Anglesey Abbey is a Grade I listed building in the East Cambridgeshire local planning authority area, England. First listed on 1 December 1951. A Medieval Country house. 10 related planning applications.
Anglesey Abbey
- WRENN ID
- standing-lancet-sienna
- Grade
- I
- Local Planning Authority
- East Cambridgeshire
- Country
- England
- Date first listed
- 1 December 1951
- Type
- Country house
- Period
- Medieval
- Source
- Historic England listing
Description
Anglesey Abbey is a Grade I listed country house incorporating part of a priory of Augustinian Canons. The building has its origins in the 13th century, was converted to a house in the 17th century, and was enlarged in the 19th and 20th centuries, with part of the latter work designed by Sir Albert Richardson.
The structure is built of limestone and clunch with a steeply pitched, tiled roof. It forms a T-plan with two main ranges. The northern range was originally a first-floor hall with an undercroft and was probably the Abbot's Lodging, originally detached from the southern range. The walls are of coursed clunch with some Barnack limestone, particularly in the lower courses. The east wall features two two-stage buttresses; the upper stage has been rebuilt but the lower stage, of clunch and Barnack on a splayed sill, is 13th century. The upper part of the walls has been rebuilt and the steeply pitched, tiled roof dates to the 19th or 20th century. The western wall is obscured by later building. The original entry was on the west side at the north end. The present fenestration is 17th century or from the 19th or 20th-century restoration, but a two-centred arch and the springing for a second arch at ground floor level are 13th century.
The southern range is also 13th century in origin and built of clunch with some Barnack limestone, though its original use is uncertain. In the early 17th century it was converted to domestic use, probably by the Fowkes family, and its present external appearance is generally that of a house of that period. The roof is steeply pitched with later end parapets and early 17th-century end stacks of clunch and reused Barnack limestone. Five 20th-century gabled eaves dormers replace five similar dormers of earlier date. The main elevation is in five bays, each with a five-light cross-frame casement of clunch or restored in limestone, except for the centre bay which has an early 17th-century two-storey porch. The doorway is set within a round-headed and double-wave moulded arch on a high sill with a renewed jewelled keyblock. Above the doorway is a reset medieval carved stone, and above this is a similar casement window. The porch is surmounted by a pediment with "C" and "S" scrolls on either side of a late 18th-century Coade stone sculpture of Saint George and the Dragon. To the right is a two-storey canted oriel window with cross-frame casements of clunch. In 1955, a gallery was added to the end of the Abbot's Lodging, designed by Sir Albert Richardson.
The interior of the northern range contains two important features. The first is the undercroft, comprising three bays and two aisles with quadripartite rib vaulting with chamfered arches springing from octagonal columns with moulded capitals and hold-water bases. At the walls, the arches spring from triple-lobed corbels. Much of the stonework, including the marble columns, has been renewed. The second feature is on what was formerly the south-west external wall: part of the raking wall arches to what was the staircase entry to the first-floor hall. Four and a half two-centred arches of triple hollow and roll moulding with a continuous roll-moulded label survive, springing from badly mutilated corbels.
The southern range contains little internally from the 1600 alterations. A doorway to the south porch has a reversed arch with spandrels carved with "PW" and "R" for William Reche, prior from 1515, and is probably reset. The fireplaces and surrounds are mostly early 17th century and were inserted during Lord Fairhaven's ownership. The roof dates to around 1600 and is of staggered, butt-purlin construction.
The priory was founded in the early 13th century on the site of a 12th-century hospital of Saint Mary. Much of the priory was dismantled after the dissolution, but one range was converted to a house in the early 17th century. The house was acquired by Lord Fairhaven in 1926, who added some of the buildings on the west side and the gallery on the north.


> Work instruction:
All of the data below should be set down again verbatim, without any images.

= = = = =

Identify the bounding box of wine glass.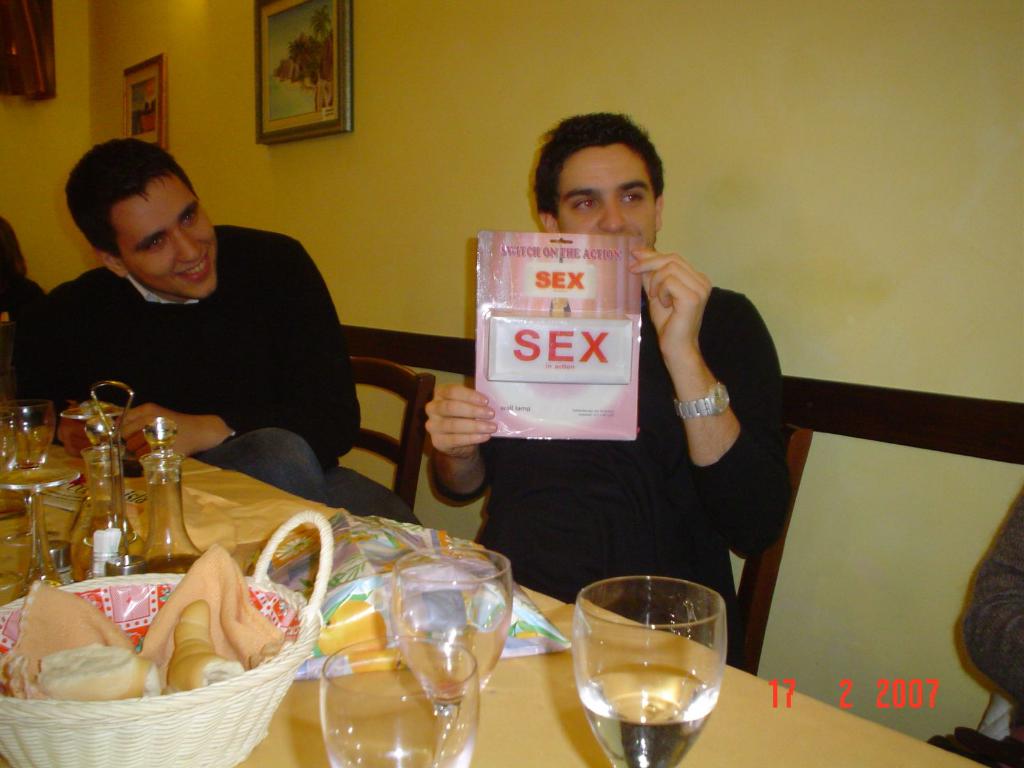
pyautogui.locateOnScreen(0, 399, 59, 461).
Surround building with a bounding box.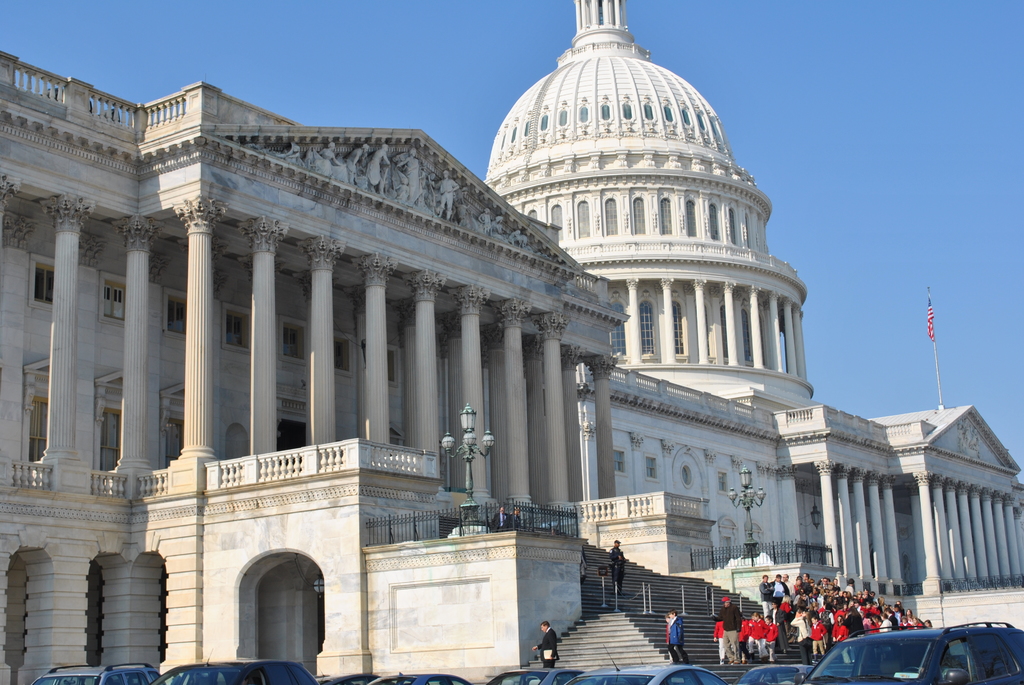
crop(484, 0, 1023, 633).
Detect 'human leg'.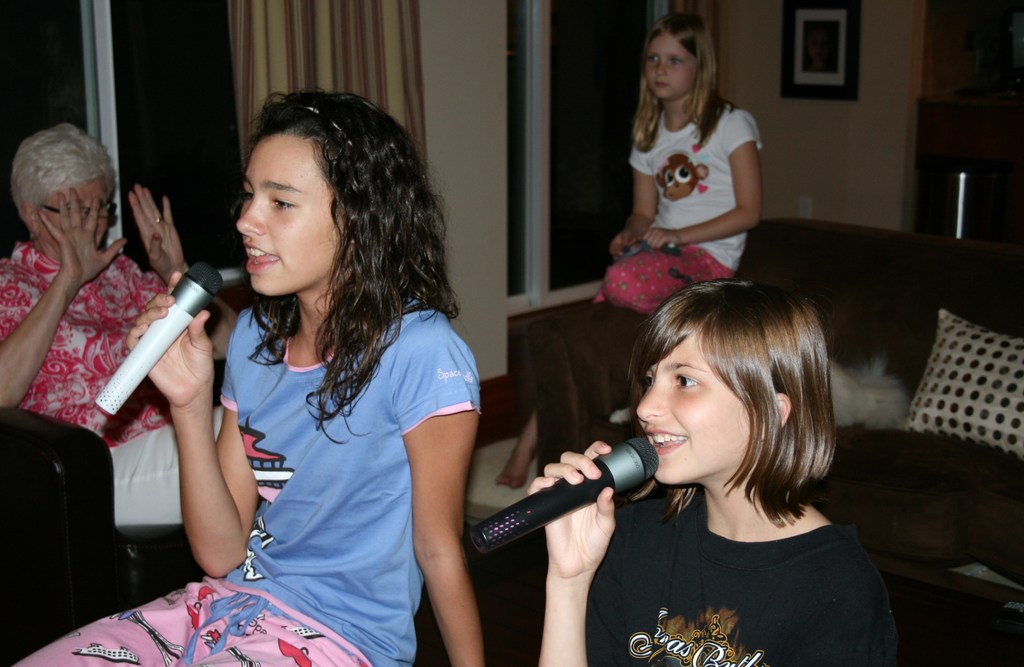
Detected at pyautogui.locateOnScreen(7, 574, 226, 666).
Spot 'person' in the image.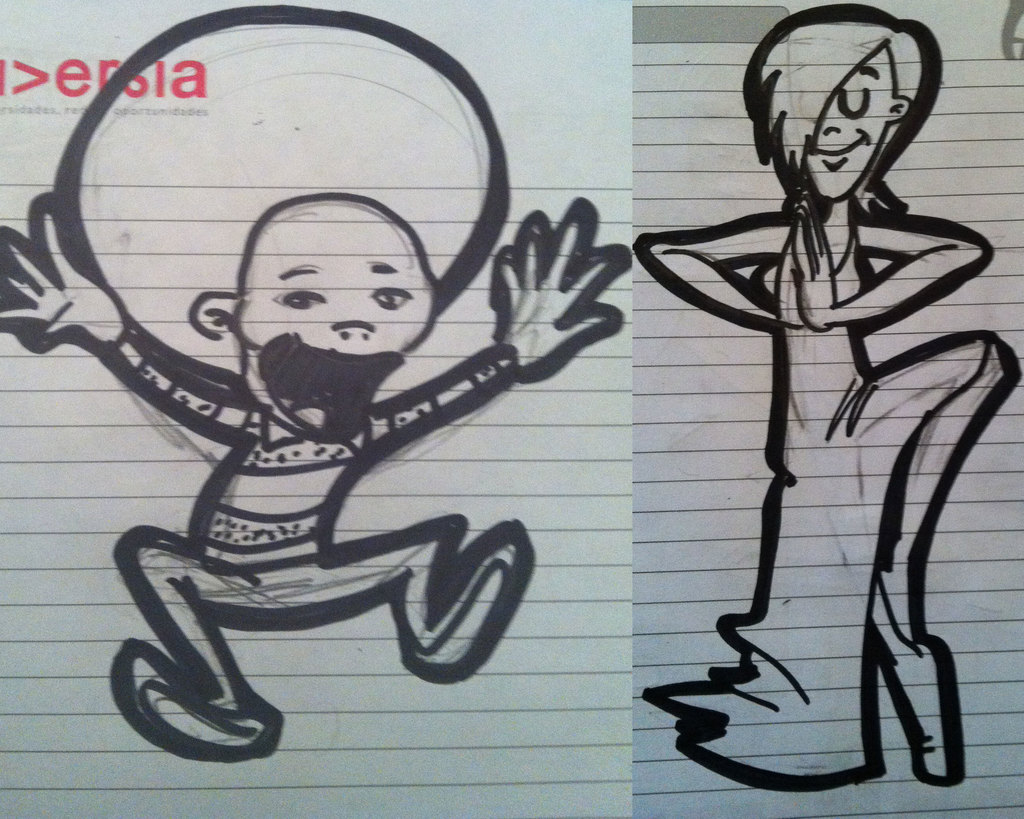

= = = = =

> Problem solution:
Identify the bounding box of wine glass.
pyautogui.locateOnScreen(0, 399, 59, 461).
Surround building with a bounding box.
crop(484, 0, 1023, 633).
Detect 'human leg'.
Detected at pyautogui.locateOnScreen(7, 574, 226, 666).
Spot 'person' in the image.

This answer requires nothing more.